Last spring, I did not require a soporific cup of Ovaltine at bedtime, nor did I pop a daring over-the-counter sleeping pill. After 10 minutes of reading Proust’s self-indulgent musings in Sodom and Gomorrah (Book IV of In Search of Lost Time), I fell into a deeply bored, dreamless sleep. The character Albertine was back, and I wished the narrator would hurry up and decide whether she was his girlfriend or a lesbian. But no, he went on and on and on and on. Finally I dismissed Proust as a boring old droner who had only one good book in him – Swann’s Way.
And then I turned to Colette, my favorite French writer of the 20th century, who may be underrated these days because her short, lyrical, decidedly feminine novels often take the form of irreverent meditations on love. People tend to think a sprawling novel in need of a very strict editor is more impressive than a short, concise, perfect novel.

Colette was a celebrity writer, an actress, a music hall artist, bisexual, and married thrice. My favorite of her books is The Vagabond, a charming, witty novel based on Colette’s experiences as a traveling music hall artist. The narrator, Renée, is divorced and a former writer, who has found peace in the routine of the theater and enjoys her financial independence. She describes her life backstage and onstage, the eccentricity of her colleagues, and her blissfully solitary home life with her dog, Fossette.
Renée captures her experiences succinctly and gracefully.
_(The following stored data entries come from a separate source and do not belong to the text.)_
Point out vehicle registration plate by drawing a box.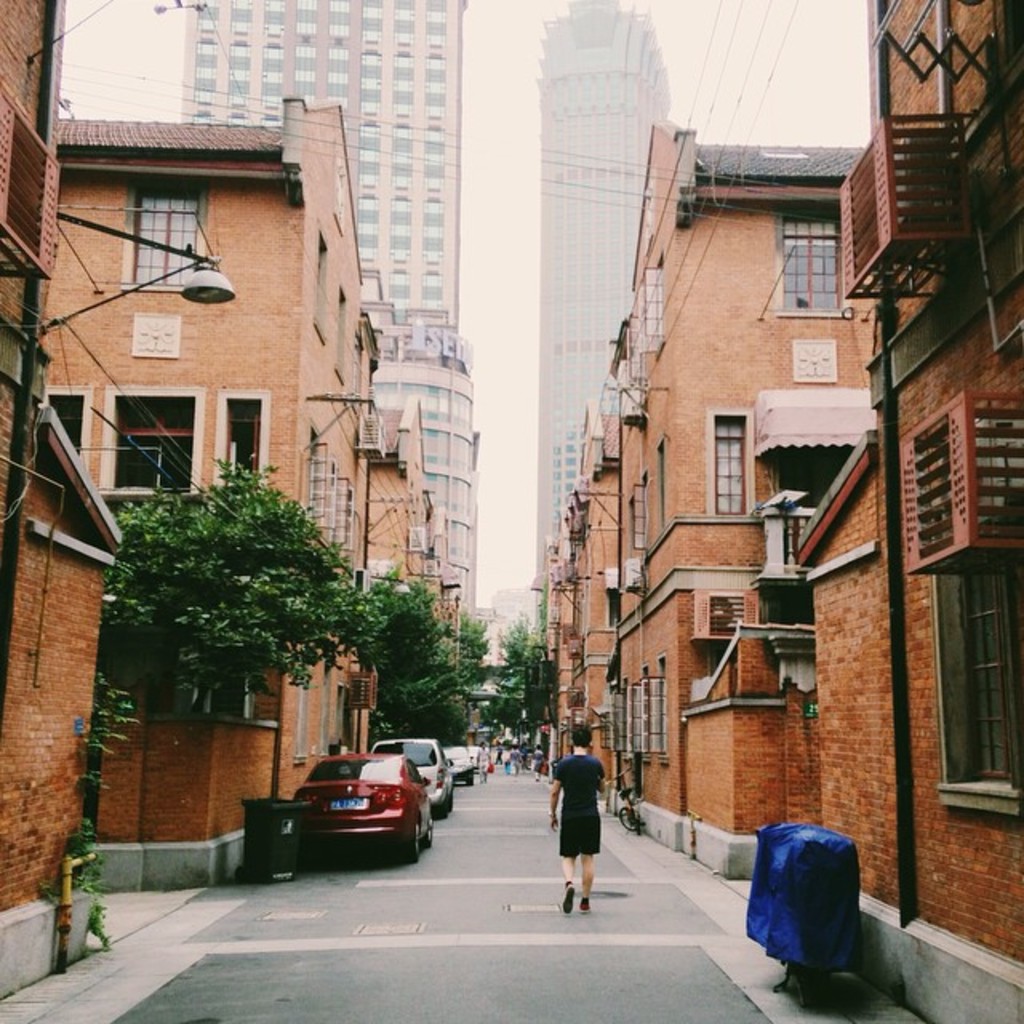
left=325, top=795, right=370, bottom=811.
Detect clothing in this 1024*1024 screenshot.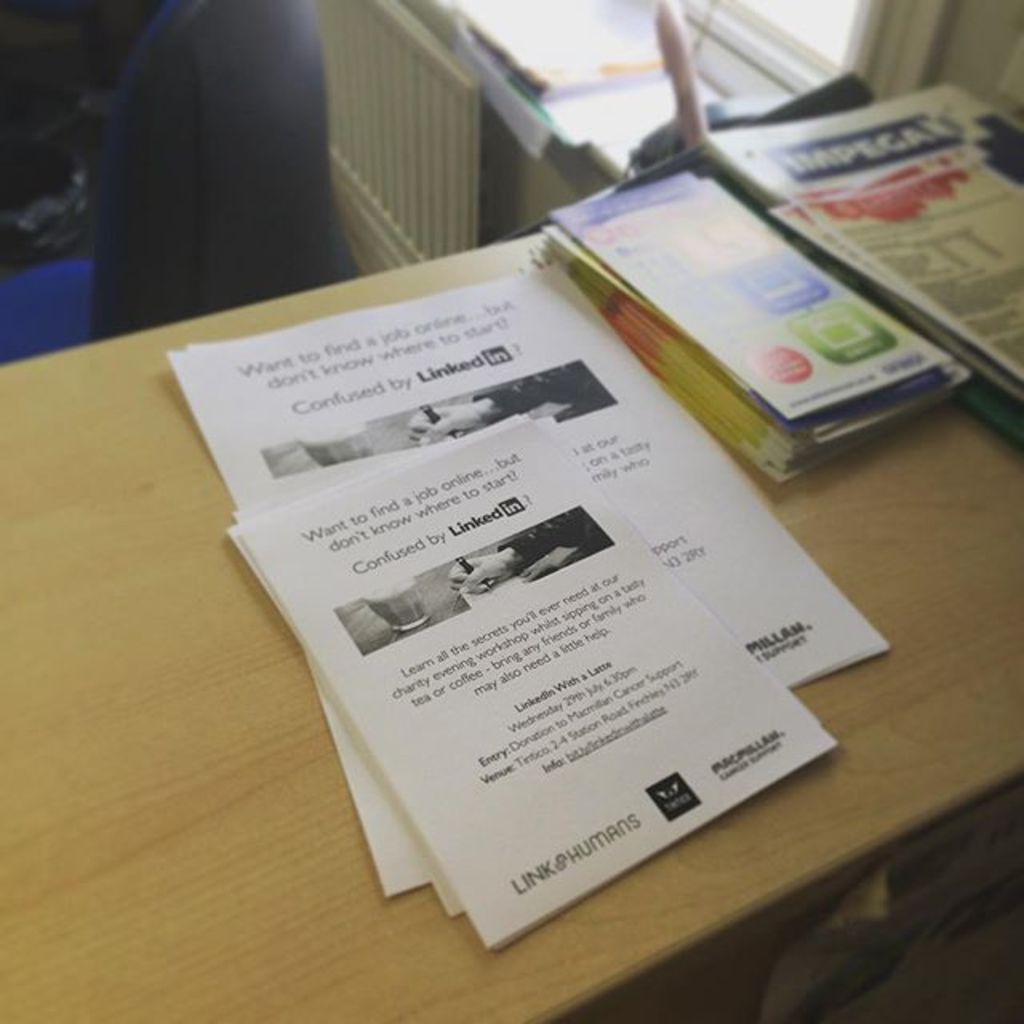
Detection: x1=472, y1=363, x2=595, y2=427.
From her dressing room she writes:
It’s absolutely freezing in here! I rub my hands together, grey with cold under the wet white which is beginning to crack. Good Lord! the radiator pipes are icy; it is Saturday and on Saturdays here they rely on the high-spirited popular audience, rowdy and slightly drunk, to warm the auditorium. No one has given a thought to the artistes’ dressing-rooms.
This is primarily a theater novel, but it is also the story of a love affair. Renée has an admirer whom she calls Big Noodle: he keeps sending her notes and flowers, though she does nothing to encourage him. Divorced and traumatized by her first marriage to a famous philandering painter (Colette’s first husband was a famous philandering employer of ghostwriters), she does not want a relationship with a man.
You know how it is when you’re in your thirties and single. You tell your friends you don’t want to meet anyone, and still they arrange blind dates. Friends and fate conspire against Renée. They worry that she will be lonely as she ages. And they think Maxime is a good egg. Renée jokingly thinks Maxime is the courtesan, doing nothing, while she goes out to earn her daily bread. She finds it ridiculous that he doesn’t work. And she is determined to go on a 43-day spring tour in France with her co-worker, Brague, and a young man they call “the troglodyte.”
I love Renee’s descriptions of life on the road in the many letters she writes to Maxime. Spring arrives, and she is enchanted by the sudden appearance of flowers (all of which she knows by name) and takes long walks in parks. And she is not at all sure she wants to exchange her solitude for wifehood.
We love Colette’s novels because her characters are shrewd and vulnerable at the same time, as women usually are. But in one of Colette’s later books about a middle-aged women (Break of Day may be the one I’m thinking of), she admits that she and her fictional counterparts diverge in their choices. Colette is not Renée.